General News
25 June, 2025
Robbie Katter slams remote flight fiasco
The state MP said the system was heavily flawed and disadvantaged a lot of remote families.

Robbie Katter has slammed the new school charter flight arrangement, claiming it fosters division and fails to meet the needs of remote communities.
The Traeger MP said the model – which restricts access to government-funded flights to only Aboriginal and Torres Strait Islander students eligible for ABSTUDY – is fundamentally flawed.
“This is not an Indigenous problem. It’s a remote living problem,” Mr Katter said.
“When you’ve got families living in the same town, sending their kids to the same school, but being treated differently – that’s wrong.
“It risks creating division in communities.”
Normanton resident Derek Lord knows this frustration all too well.
As the air traffic services reporting officer at Normanton airport, Mr Lord regularly sees 20-seat government-chartered planes arriving with fewer than half the seats occupied.
Yet his two sons, who board at school in Charters Towers, have been turned away from those same flights because they’re not ABSTUDY recipients.
“My boys have been left sitting at the airport, bags packed, because they weren’t allowed on a plane with empty seats,” he said.
“We’d gladly pay for those seats – anything to avoid the six-day ordeal we have to go through with commercial flights to get them home for the holidays when roads are cut off due to flooding.”
Mr Katter said the situation was made worse by the government’s decision to hand the contract to a UK-based operator with no local experience.
Since the change, planes have shown up without passengers to collect and flights have gone unused.
“It’s time these services were made available to any child living remotely – not just those eligible under a narrow government program – and returned to experienced local operators who know the land, know the people, and care about the outcomes,” Mr Katter said.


Problem requirements:
Below are some records. Return exactly the lines from the one containing "Search the screen" through the one containing "Locate the bounding box of 'woman'.", both included, and only those.

Given information:
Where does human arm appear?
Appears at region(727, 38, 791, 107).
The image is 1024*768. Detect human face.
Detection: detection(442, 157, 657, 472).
--
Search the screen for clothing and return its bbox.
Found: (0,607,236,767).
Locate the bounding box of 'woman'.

Exercise response:
Search the screen for clothing and return its bbox.
Found: (0,607,236,767).
Locate the bounding box of 'woman'.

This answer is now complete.